Several lines of evidence also suggest that the amygdala (see image, in red) is involved in feelings of separation distress, sadness, and, more generally, emotional memory. The amygdala may contribute to separation distress during acute bereavement. Other regions that may control the amygdala or modulate grief symptomatology are the dorsolateral prefrontal cortex, the rostral anterior cingulate cortex, and the dorsal anterior cingulate cortex. Differences in attention and grief-related emotion may correlate with the strength of the connections between these regulatory regions and the amygdala.

Many imaging studies suggest that activity between the amygdala and prefrontal regions of the brain regulate attention and sadness during pangs of grief. This might explain why it's so difficult to concentrate on anything during the mourning period that follows a break-up. Variations in this circuitry may even be used to distinguish between differences in grief style and indicate the individual's gender, since men seem more likely to distract, while women may be more likely to ruminate.

Going through a break up can also elicit feelings more closely related to that of addicts going through withdrawal.

When you experience feelings of love, the brain's reward system triggers the release of dopamine in the caudate nucleus and ventral tegmental areas. Furthermore, not only does this system provide pleasure at first, but over time, provides relief from distress, and can also resemble withdrawal when denied this kind of behavior or outcome.

There seems to be no advantage to the hell that a break-up. But could this post-break-up sadness be good for us in the right doses?

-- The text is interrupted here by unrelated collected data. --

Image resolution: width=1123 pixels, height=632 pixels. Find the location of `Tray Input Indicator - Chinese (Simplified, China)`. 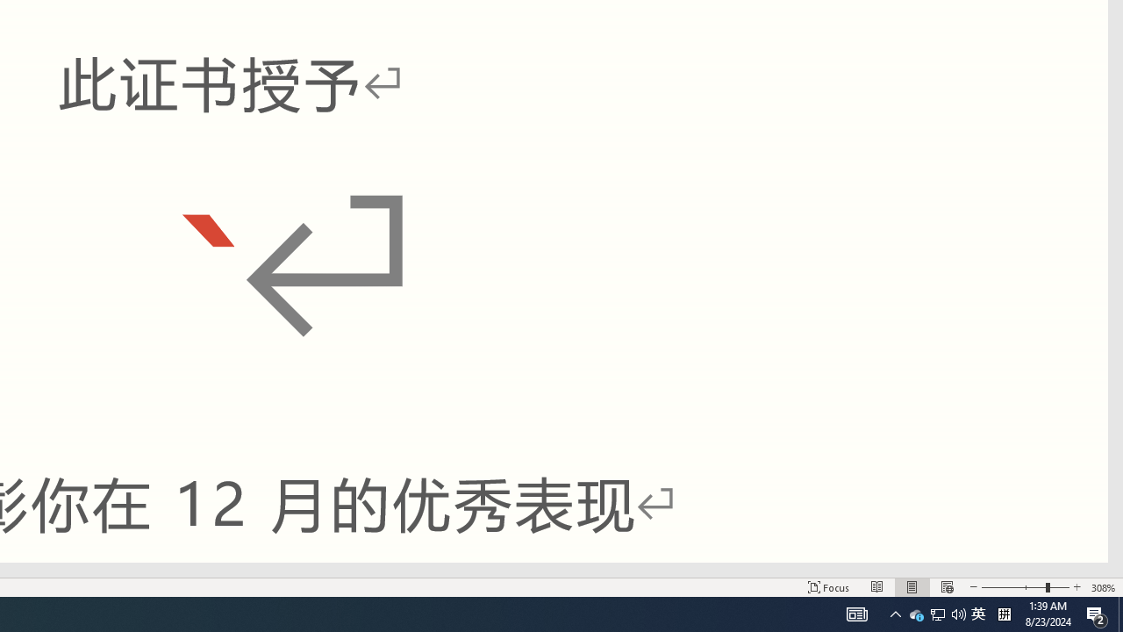

Tray Input Indicator - Chinese (Simplified, China) is located at coordinates (1004, 614).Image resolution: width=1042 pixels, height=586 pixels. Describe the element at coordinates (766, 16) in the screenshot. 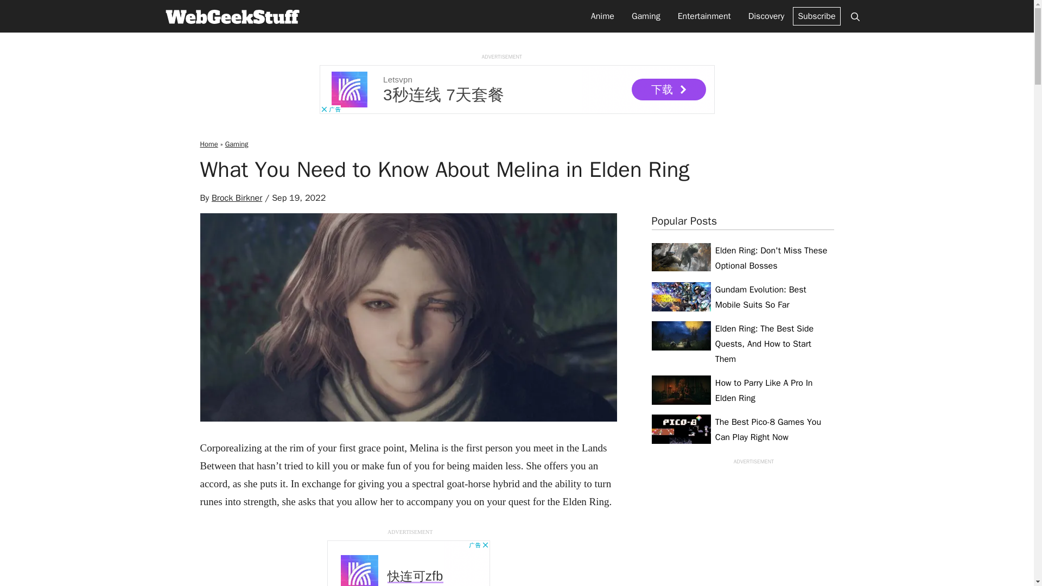

I see `Discovery` at that location.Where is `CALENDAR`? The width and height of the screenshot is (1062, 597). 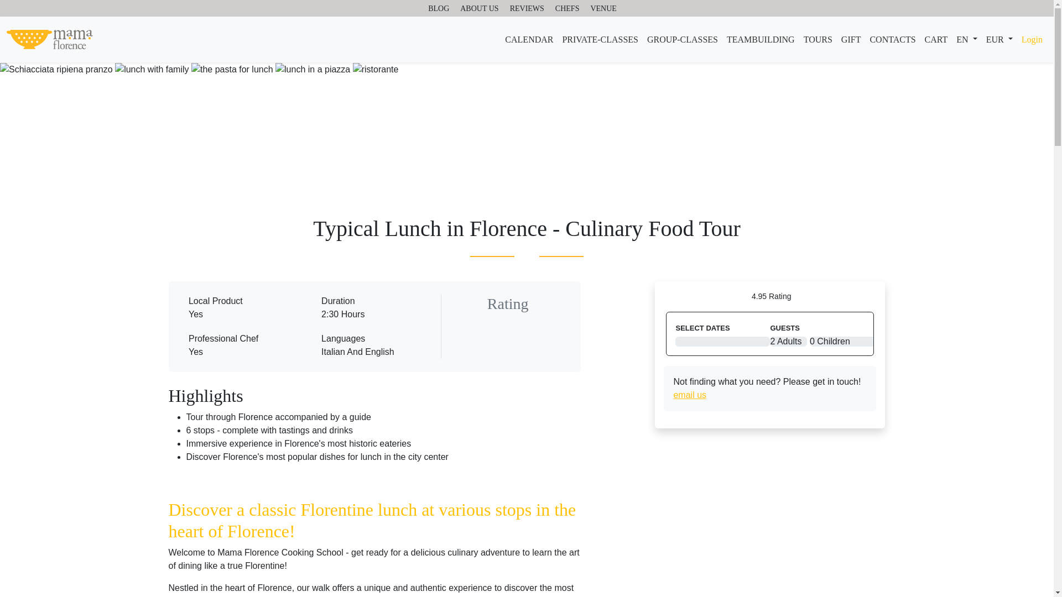 CALENDAR is located at coordinates (529, 39).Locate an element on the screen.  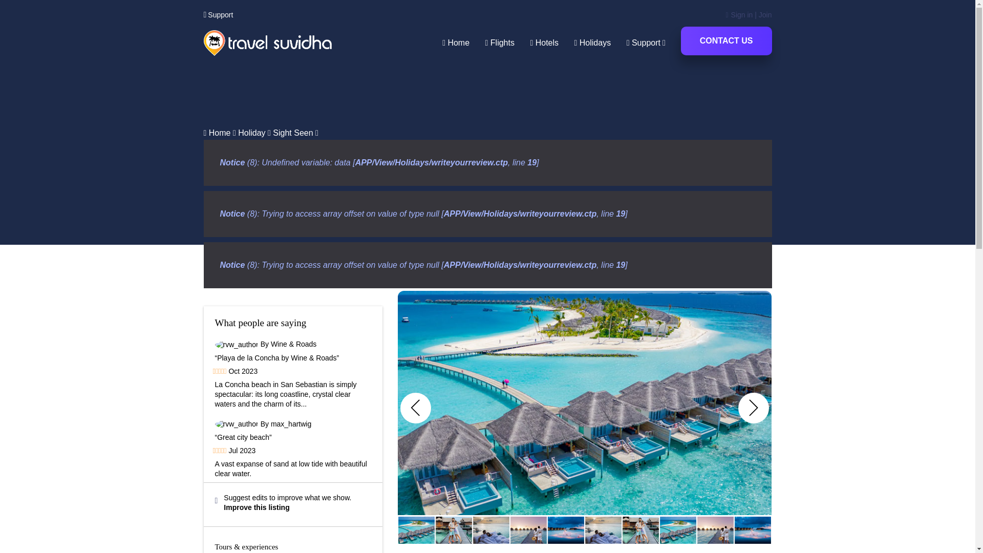
Sight Seen is located at coordinates (293, 132).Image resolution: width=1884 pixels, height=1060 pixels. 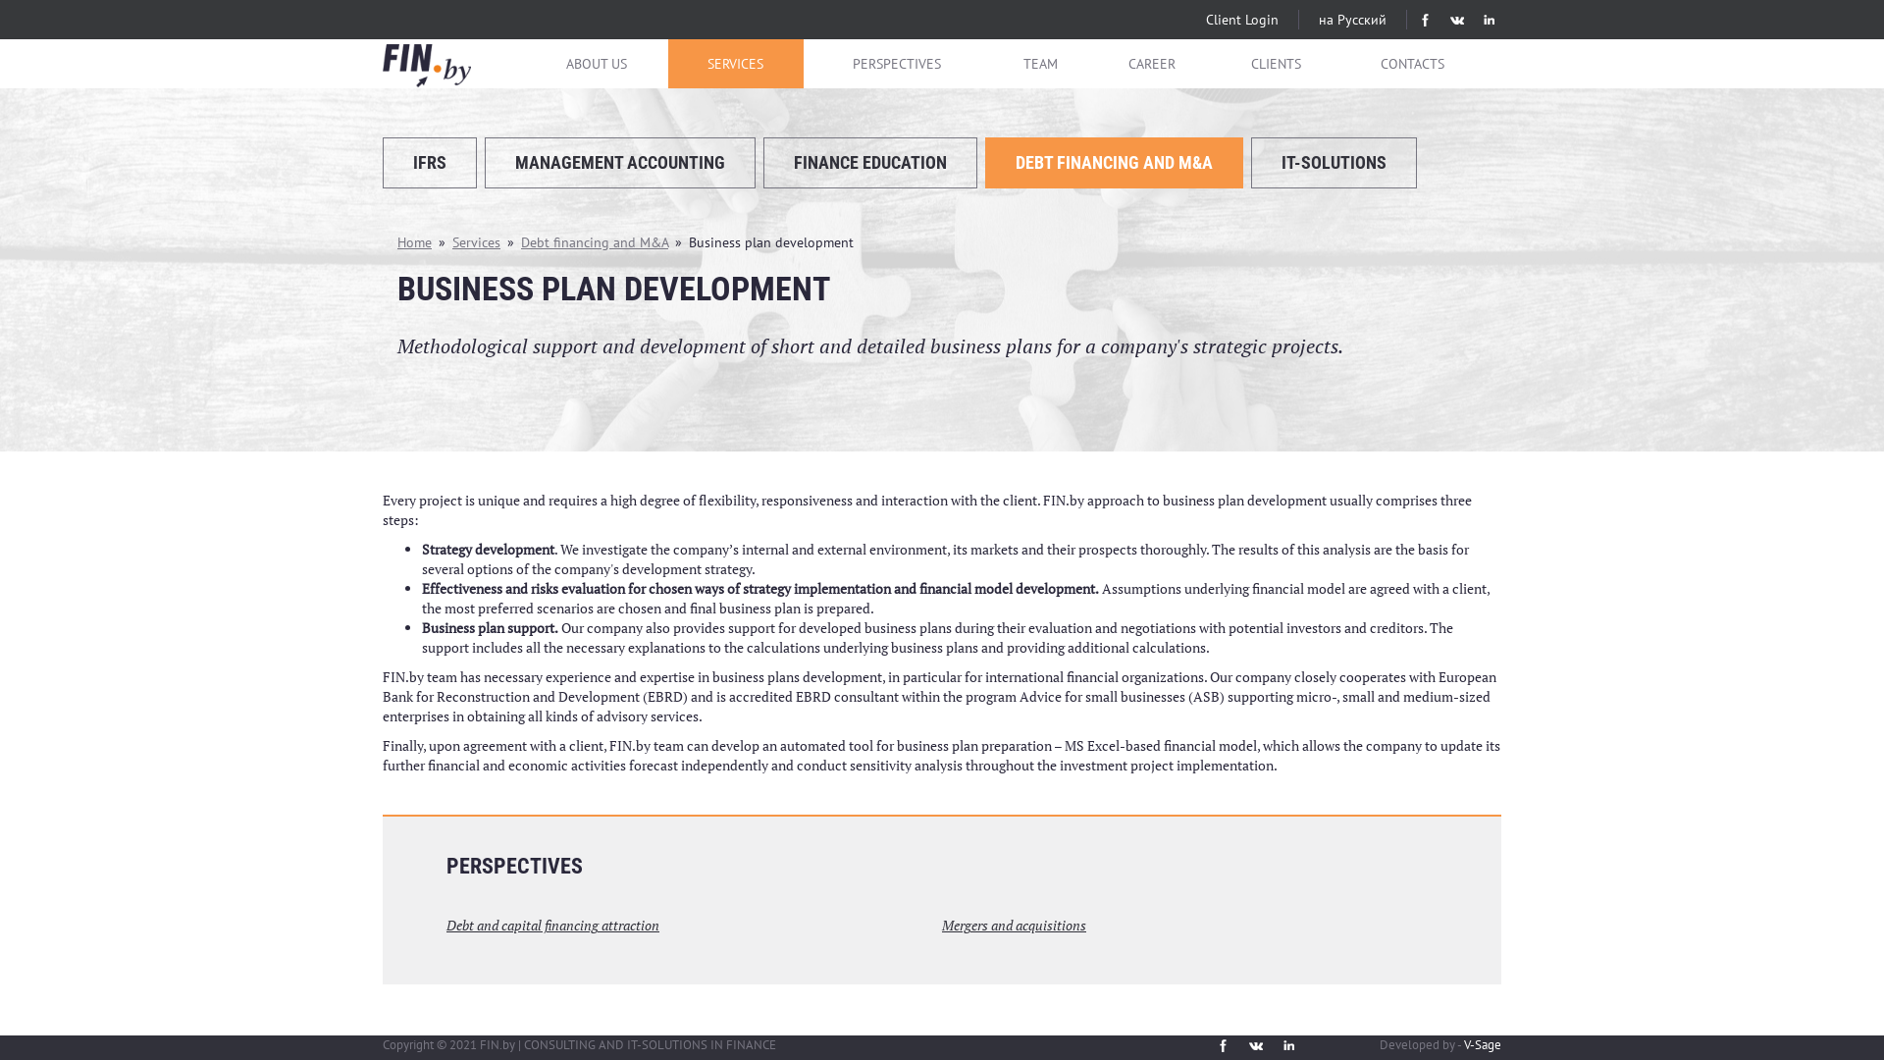 What do you see at coordinates (595, 242) in the screenshot?
I see `Debt financing and M&A` at bounding box center [595, 242].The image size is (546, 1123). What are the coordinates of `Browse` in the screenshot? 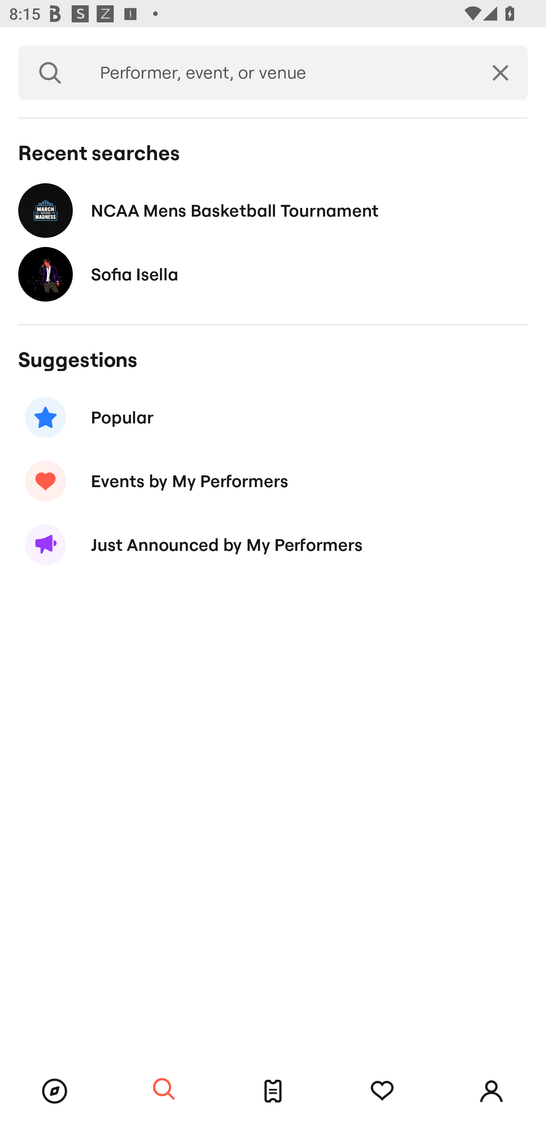 It's located at (54, 1091).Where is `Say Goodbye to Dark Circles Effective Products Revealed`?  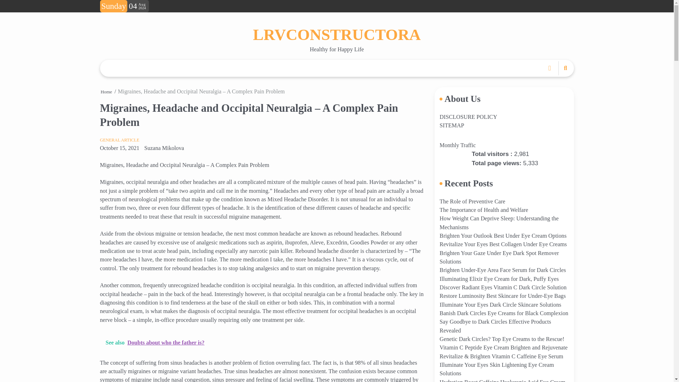
Say Goodbye to Dark Circles Effective Products Revealed is located at coordinates (495, 326).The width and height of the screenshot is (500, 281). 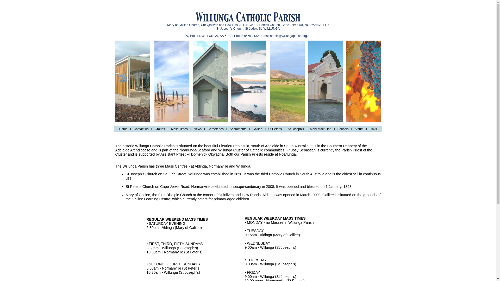 I want to click on Schools, so click(x=343, y=129).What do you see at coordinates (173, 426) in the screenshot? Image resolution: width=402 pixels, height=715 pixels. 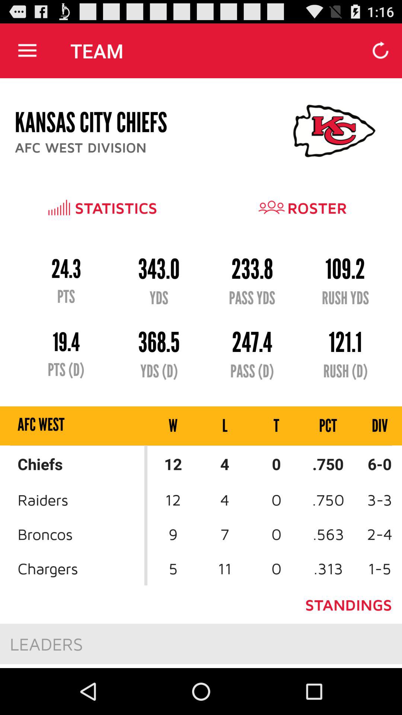 I see `jump until the w icon` at bounding box center [173, 426].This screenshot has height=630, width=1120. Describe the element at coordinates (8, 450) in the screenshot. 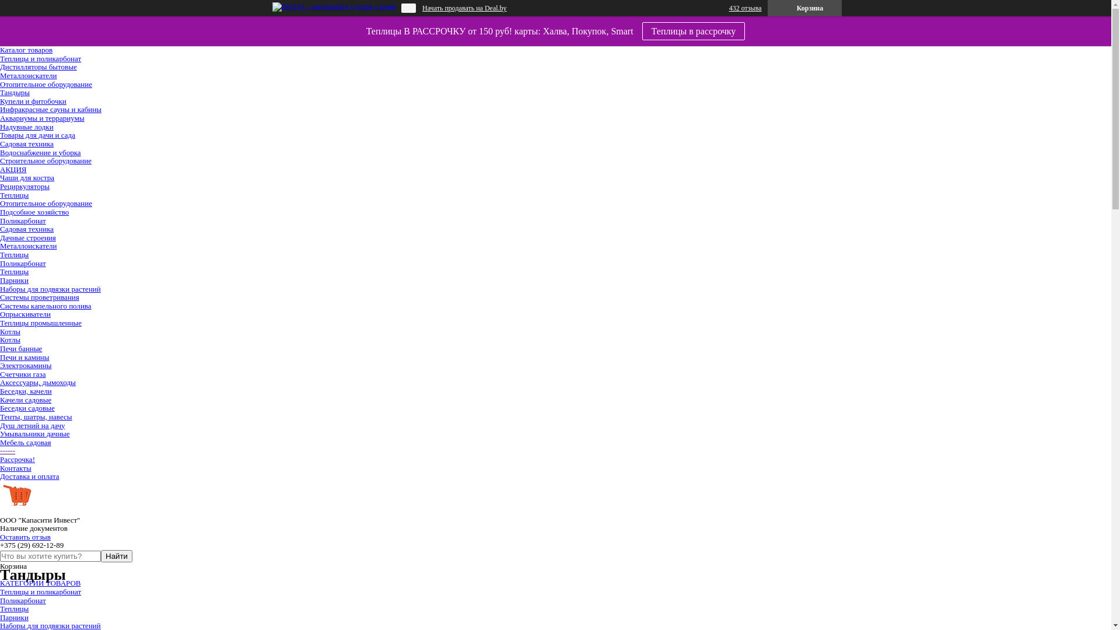

I see `------` at that location.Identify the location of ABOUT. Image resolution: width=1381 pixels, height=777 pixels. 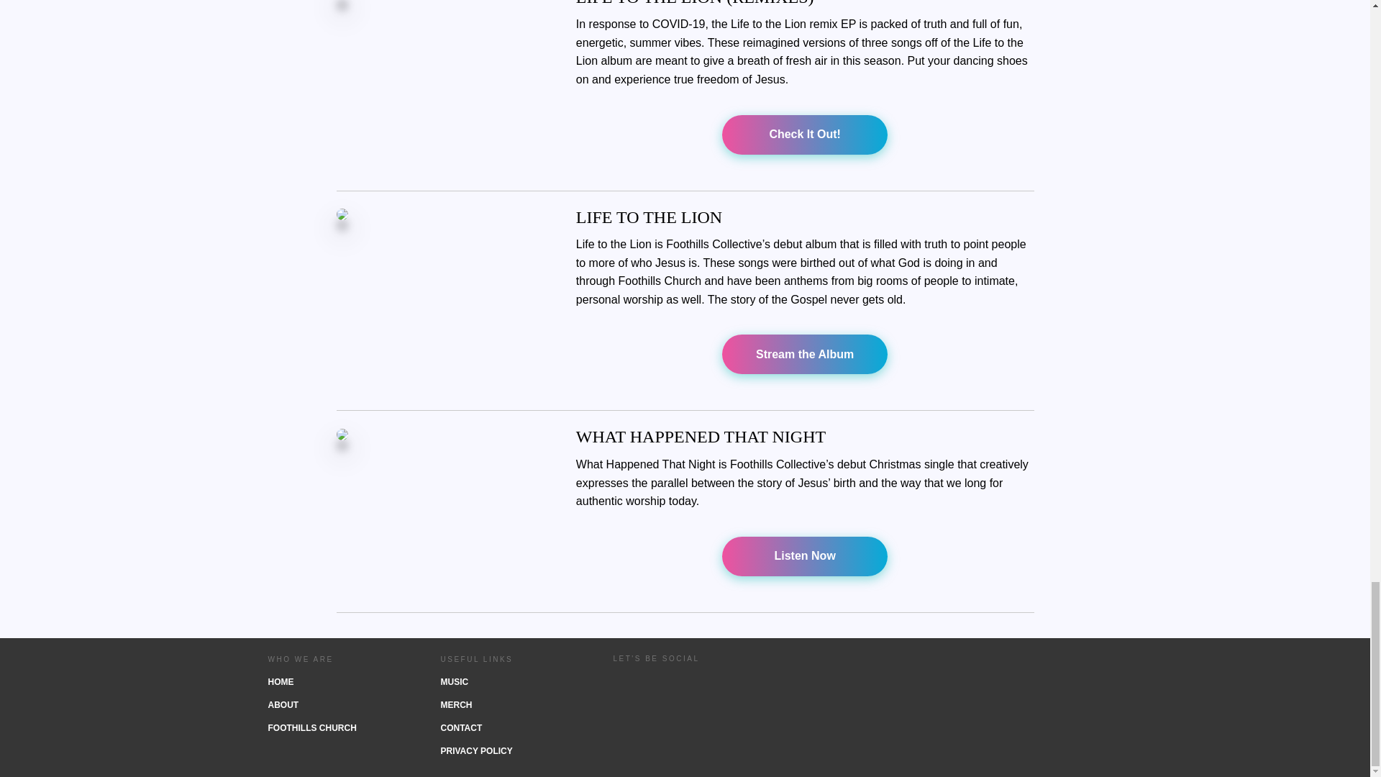
(339, 705).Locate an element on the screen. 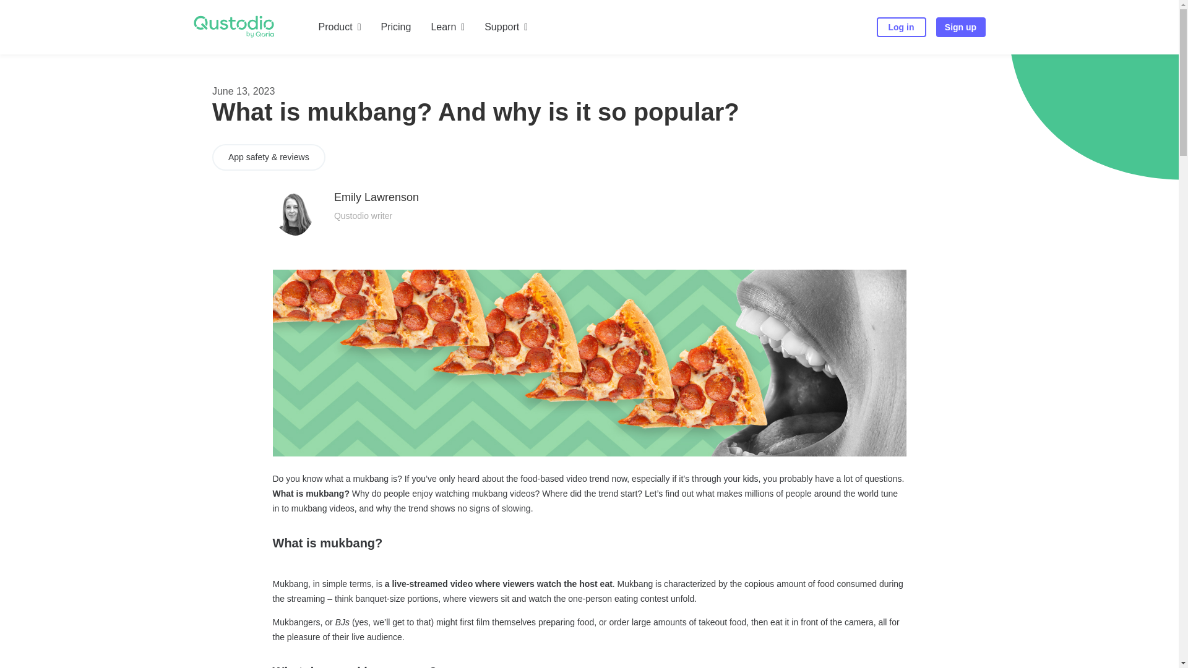 This screenshot has height=668, width=1188. Why Qustodio is located at coordinates (208, 74).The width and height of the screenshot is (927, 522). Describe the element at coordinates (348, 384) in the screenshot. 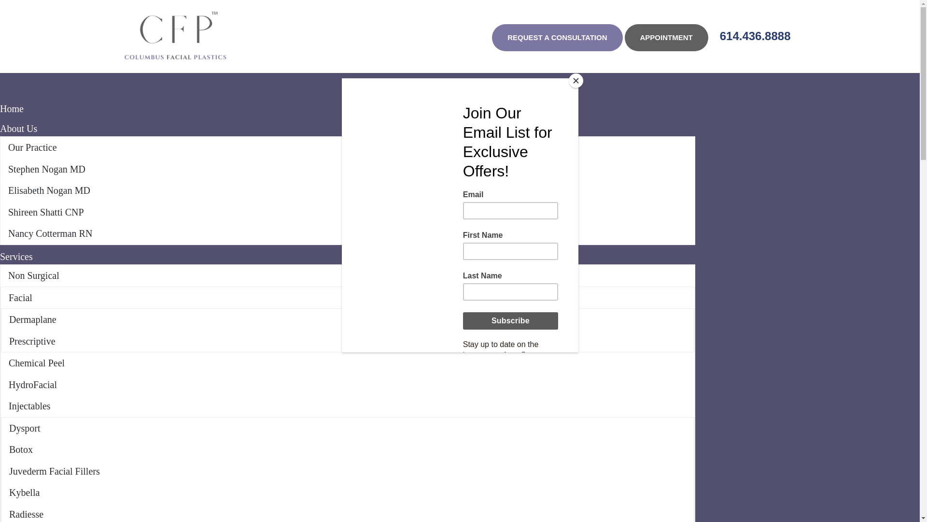

I see `HydroFacial` at that location.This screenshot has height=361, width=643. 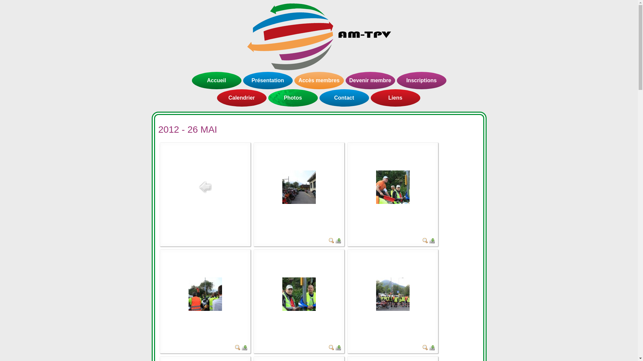 I want to click on Contact, so click(x=344, y=98).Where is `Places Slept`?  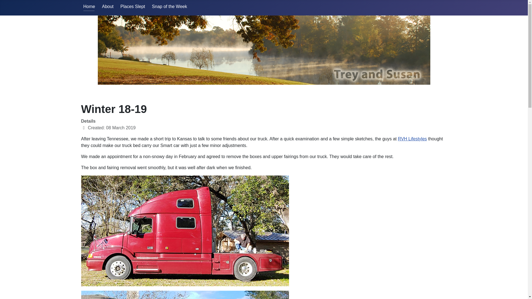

It well may be. When we have lost something or when a relationship ends, the individual responds with sadness, a signal that we should give up a possibly senseless goal and try to obtain a new, more manageable one.

The good news, at least, is that according to studies on neural pathways and emotion, healing from a break-up comes down to re-wiring the brain. In fact, imaging studies suggest that heart-broken brains also show high activity in the areas of frontal cortex that inhibit our impulses and redirect behavior.

So the next time you find yourself thinking about that ex-someone, don't be so hard on yourself. Your brain is doing everything it can be doing to get over it.

As it turns out, time (and neural plasticity) heal all psychological wounds.